I’m always impressed by books built on elaborate structures. Cloud Atlas with its neatly zigguratted chapters, each of the six stories linked yet independent. The severed beginnings of ten novels that make up Italo Calvino’s If On A Winter’s Night A Traveller. The apartment block in Life: A User’s Manual where the author, George Perec, acts more like the building’s caretaker, moving methodically from room to room, tending to each.
One of the reasons I am so taken with these books is that, in my own experience of writing fiction, if I set out a structure – or do any planning at all, if I’m honest – it derails the project immediately. The moment I know where I’m going, I don’t want to go there.
The following extract was part of an idea I had for my second novel, Wild Abandon. Initially, I had a scene where all the members of the commune take part in a meditation session together in which they visualise what life will be like after the apocalypse. I had an idea that I would write fifteen of these visualisations, one for each character. They would be published in a standalone book – or maybe on top-trump cards – to accompany the novel. This way, I thought, each visualisation would act as a kind of handbook to that character. A whistlestop tour of each character’s mind. Plus there would be instructions for how the reader could do the meditation at home! Plus it would all be highly collectable!
I got as far as writing seven visualisations. What they revealed was that many of the characters were not the sort of people who would sit in a room meditating. They sabotaged the idea, interrupting to say what a dumb idea this was. In the end, the book only contains one visualisation, that of eleven-year-old Albert.

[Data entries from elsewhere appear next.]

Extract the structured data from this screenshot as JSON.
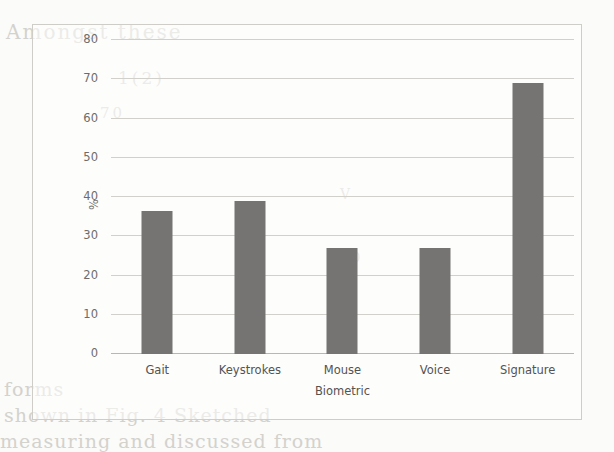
{
  "chart_data": {
    "type": "bar",
    "title": "",
    "subtitle": "",
    "xlabel": "Biometric",
    "ylabel": "%",
    "categories": [
      "Gait",
      "Keystrokes",
      "Mouse",
      "Voice",
      "Signature"
    ],
    "values": [
      36.5,
      39,
      27,
      27,
      69
    ],
    "ylim": [
      0,
      80
    ],
    "ytick_labels": [
      "80",
      "70",
      "60",
      "50",
      "40",
      "30",
      "20",
      "10",
      "0"
    ],
    "ytick_values": [
      80,
      70,
      60,
      50,
      40,
      30,
      20,
      10,
      0
    ],
    "ystep": 10,
    "grid": "horizontal",
    "legend": "none",
    "bar_color": "#757472",
    "gridline_color": "#d2d0cb",
    "axis_text_color": "#55534f",
    "plot_background": "#ffffff",
    "border_color": "#cfcdc8"
  },
  "background_artifacts": {
    "note": "faint reverse-side print bleeding through the scanned page",
    "lines": [
      "Amongst these",
      "1(2)",
      "70",
      "forms",
      "shown in Fig. 4 Sketched",
      "measuring and discussed from",
      "V",
      "0",
      "(2)"
    ]
  }
}
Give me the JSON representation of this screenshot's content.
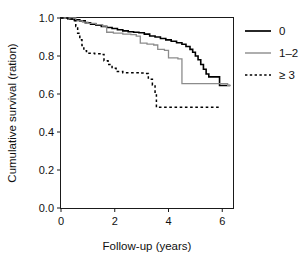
{
  "chart_data": {
    "type": "line",
    "subtype": "kaplan-meier-step",
    "title": "",
    "xlabel": "Follow-up (years)",
    "ylabel": "Cumulative survival (ration)",
    "xlim": [
      0,
      6.4
    ],
    "ylim": [
      0.0,
      1.0
    ],
    "xticks": [
      0,
      2,
      4,
      6
    ],
    "xtick_labels": [
      "0",
      "2",
      "4",
      "6"
    ],
    "yticks": [
      0.0,
      0.2,
      0.4,
      0.6,
      0.8,
      1.0
    ],
    "ytick_labels": [
      "0.0",
      "0.2",
      "0.4",
      "0.6",
      "0.8",
      "1.0"
    ],
    "grid": false,
    "legend_position": "right",
    "series": [
      {
        "name": "0",
        "label": "0",
        "color": "#000000",
        "style": "solid",
        "points": [
          [
            0.0,
            1.0
          ],
          [
            0.15,
            1.0
          ],
          [
            0.3,
            0.995
          ],
          [
            0.5,
            0.99
          ],
          [
            0.7,
            0.985
          ],
          [
            0.9,
            0.975
          ],
          [
            1.1,
            0.968
          ],
          [
            1.3,
            0.962
          ],
          [
            1.5,
            0.955
          ],
          [
            1.7,
            0.95
          ],
          [
            1.9,
            0.945
          ],
          [
            2.1,
            0.938
          ],
          [
            2.3,
            0.932
          ],
          [
            2.5,
            0.928
          ],
          [
            2.7,
            0.925
          ],
          [
            2.9,
            0.922
          ],
          [
            3.1,
            0.915
          ],
          [
            3.3,
            0.905
          ],
          [
            3.5,
            0.9
          ],
          [
            3.7,
            0.892
          ],
          [
            3.9,
            0.885
          ],
          [
            4.1,
            0.878
          ],
          [
            4.3,
            0.87
          ],
          [
            4.5,
            0.862
          ],
          [
            4.65,
            0.85
          ],
          [
            4.8,
            0.835
          ],
          [
            4.9,
            0.82
          ],
          [
            5.0,
            0.8
          ],
          [
            5.1,
            0.78
          ],
          [
            5.2,
            0.755
          ],
          [
            5.3,
            0.73
          ],
          [
            5.4,
            0.705
          ],
          [
            5.5,
            0.69
          ],
          [
            5.75,
            0.69
          ],
          [
            5.9,
            0.645
          ],
          [
            6.3,
            0.645
          ]
        ]
      },
      {
        "name": "1-2",
        "label": "1–2",
        "color": "#8c8c8c",
        "style": "solid",
        "points": [
          [
            0.0,
            1.0
          ],
          [
            0.35,
            1.0
          ],
          [
            0.55,
            0.985
          ],
          [
            0.8,
            0.978
          ],
          [
            1.0,
            0.972
          ],
          [
            1.3,
            0.965
          ],
          [
            1.55,
            0.958
          ],
          [
            1.7,
            0.925
          ],
          [
            1.95,
            0.92
          ],
          [
            2.3,
            0.915
          ],
          [
            2.6,
            0.912
          ],
          [
            2.8,
            0.905
          ],
          [
            2.95,
            0.868
          ],
          [
            3.2,
            0.862
          ],
          [
            3.45,
            0.858
          ],
          [
            3.6,
            0.835
          ],
          [
            3.85,
            0.83
          ],
          [
            4.0,
            0.79
          ],
          [
            4.35,
            0.785
          ],
          [
            4.5,
            0.655
          ],
          [
            5.85,
            0.655
          ],
          [
            6.2,
            0.645
          ],
          [
            6.3,
            0.645
          ]
        ]
      },
      {
        "name": ">=3",
        "label": "≥ 3",
        "color": "#000000",
        "style": "dashed",
        "points": [
          [
            0.0,
            1.0
          ],
          [
            0.25,
            0.995
          ],
          [
            0.45,
            0.985
          ],
          [
            0.55,
            0.955
          ],
          [
            0.62,
            0.92
          ],
          [
            0.7,
            0.885
          ],
          [
            0.78,
            0.855
          ],
          [
            0.85,
            0.828
          ],
          [
            0.95,
            0.815
          ],
          [
            1.25,
            0.812
          ],
          [
            1.45,
            0.808
          ],
          [
            1.6,
            0.775
          ],
          [
            1.75,
            0.755
          ],
          [
            1.9,
            0.735
          ],
          [
            2.05,
            0.718
          ],
          [
            2.3,
            0.712
          ],
          [
            2.9,
            0.71
          ],
          [
            3.1,
            0.708
          ],
          [
            3.25,
            0.678
          ],
          [
            3.4,
            0.648
          ],
          [
            3.5,
            0.6
          ],
          [
            3.55,
            0.53
          ],
          [
            5.95,
            0.53
          ]
        ]
      }
    ]
  },
  "legend": {
    "entries": [
      {
        "label": "0",
        "series": "0"
      },
      {
        "label": "1–2",
        "series": "1-2"
      },
      {
        "label": "≥ 3",
        "series": ">=3"
      }
    ]
  },
  "axes": {
    "x_title": "Follow-up (years)",
    "y_title": "Cumulative survival (ration)",
    "x_tick_labels": [
      "0",
      "2",
      "4",
      "6"
    ],
    "y_tick_labels": [
      "0.0",
      "0.2",
      "0.4",
      "0.6",
      "0.8",
      "1.0"
    ]
  }
}
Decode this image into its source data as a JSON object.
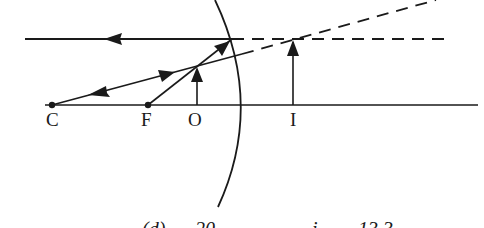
{
  "diagram": {
    "type": "ray-diagram-convex-mirror",
    "labels": {
      "center_of_curvature": "C",
      "focal_point": "F",
      "object": "O",
      "image": "I"
    },
    "caption_partial": {
      "part1": "(d)",
      "part2": "20",
      "part3": "i",
      "part4": "13.3"
    },
    "colors": {
      "line": "#1a1a1a",
      "background": "#ffffff"
    }
  }
}
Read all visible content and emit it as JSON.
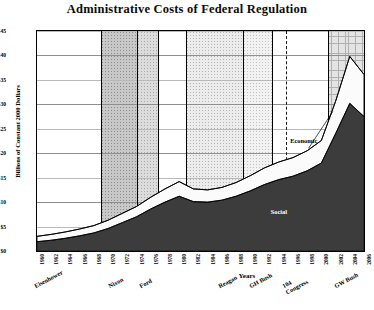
{
  "chart_data": {
    "type": "area",
    "title": "Administrative Costs of Federal Regulation",
    "xlabel": "Years",
    "ylabel": "Billions of Constant 2000 Dollars",
    "ylim": [
      0,
      45
    ],
    "ytick_labels": [
      "$0",
      "$5",
      "$10",
      "$15",
      "$20",
      "$25",
      "$30",
      "$35",
      "$40",
      "$45"
    ],
    "ytick_values": [
      0,
      5,
      10,
      15,
      20,
      25,
      30,
      35,
      40,
      45
    ],
    "grid": true,
    "legend_position": "inline-annotations",
    "stacked": true,
    "x": [
      1960,
      1962,
      1964,
      1966,
      1968,
      1970,
      1972,
      1974,
      1976,
      1978,
      1980,
      1982,
      1984,
      1986,
      1988,
      1990,
      1992,
      1994,
      1996,
      1998,
      2000,
      2002,
      2004,
      2006
    ],
    "xtick_labels": [
      "1960",
      "1962",
      "1964",
      "1966",
      "1968",
      "1970",
      "1972",
      "1974",
      "1976",
      "1978",
      "1980",
      "1982",
      "1984",
      "1986",
      "1988",
      "1990",
      "1992",
      "1994",
      "1996",
      "1998",
      "2000",
      "2002",
      "2004",
      "2006"
    ],
    "series": [
      {
        "name": "Social",
        "values": [
          1.9,
          2.2,
          2.6,
          3.1,
          3.7,
          4.6,
          5.8,
          7.0,
          8.6,
          10.0,
          11.2,
          10.1,
          10.0,
          10.4,
          11.2,
          12.3,
          13.6,
          14.6,
          15.3,
          16.4,
          18.0,
          24.0,
          30.2,
          27.5
        ]
      },
      {
        "name": "Economic",
        "values": [
          1.1,
          1.2,
          1.3,
          1.4,
          1.5,
          1.7,
          1.9,
          2.1,
          2.4,
          2.7,
          3.0,
          2.6,
          2.5,
          2.6,
          2.8,
          3.1,
          3.4,
          3.6,
          3.8,
          4.1,
          4.6,
          6.6,
          9.6,
          8.6
        ]
      }
    ],
    "total_values": [
      3.0,
      3.4,
      3.9,
      4.5,
      5.2,
      6.3,
      7.7,
      9.1,
      11.0,
      12.7,
      14.2,
      12.7,
      12.5,
      13.0,
      14.0,
      15.4,
      17.0,
      18.2,
      19.1,
      20.5,
      22.6,
      30.6,
      39.8,
      36.1
    ],
    "annotations": [
      {
        "text": "Economic",
        "x": 1999,
        "y": 22.5
      },
      {
        "text": "Social",
        "x": 1994,
        "y": 8.0
      }
    ],
    "eras": [
      {
        "label": "Eisenhower",
        "start": 1960,
        "end": 1961,
        "shade": "none"
      },
      {
        "label": "Nixon",
        "start": 1969,
        "end": 1974,
        "shade": "shade-a"
      },
      {
        "label": "Ford",
        "start": 1974,
        "end": 1977,
        "shade": "shade-b"
      },
      {
        "label": "Reagan",
        "start": 1981,
        "end": 1989,
        "shade": "shade-c"
      },
      {
        "label": "GH Bush",
        "start": 1989,
        "end": 1993,
        "shade": "shade-e"
      },
      {
        "label": "104 Congress",
        "start": 1995,
        "end": 1995,
        "shade": "none"
      },
      {
        "label": "GW Bush",
        "start": 2001,
        "end": 2006,
        "shade": "shade-d"
      }
    ]
  }
}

What follows is one of the offcuts. (“Offcuts” was the title of the novel until I started having nightmares about the headlines of future reviews: Offcuts Deserves To Be and so on.) In this scene, Marco – a Welsh-Italian chef, one of the community’s alpha males – imagines what life will be like after the paradigm shift. This scene, I should say, is in no way representative of the published novel, and for that we can be thankful.
OffCut: Wild Abandon
– We are the few. Three months with no weather, just blue, and then, one morning, the kitchen lights dimmed and we knew the first body had hit the fence. The chargrilled smell wafted across the farm on the criss-cross griddle.
– We spent twenty-five years telling people to live right and only now – when it was too late – did they listen.
– We heard their voices calling from the perimeter fence. We’re dying out here. There’s no food, power, nothing.
– We told you, we said.
– We know you did, they said. We’re sorry.
– No, we’re sorry, we said.
– We had built two ringed fences, only the first was electrified. Albert was on look-out. He saw them coming, the tip of their ladder appearing above the trees. They came with thick rugs and mattresses.
– We went down with the shotgun and an axe.
– They were desperate: hungry, pale, thin, with sores on their lips and foreheads.
– One of them had managed to leap both fences but had broken his ankle on landing.
– You’ve got to help me, he said.
– It was difficult, but we were still human. His name was Alain Houston. We gave him food. We had conversations.
– What was it like on the outside, Alain?
– In the cities, carnage, he said. Organised gangs patrol the supermarkets, stock-watching. Blood in the aisles. Smaller gangs go from home to home, murder for a four-pack of tinned tuna, less. We live on a small island and only now we realise. A few stable communities exist – or we hear of them existing – but never see them. This place – this heaven – is the only community I know that has stayed strong.
– What can you do Alain Houston, for us?
– Before the shift, I was a systems analyst, he said.
– Then you must leave, we said.
– And he looked at us and he sobbed for his lack of foresight.
– There will be no systems in the next world, Alain.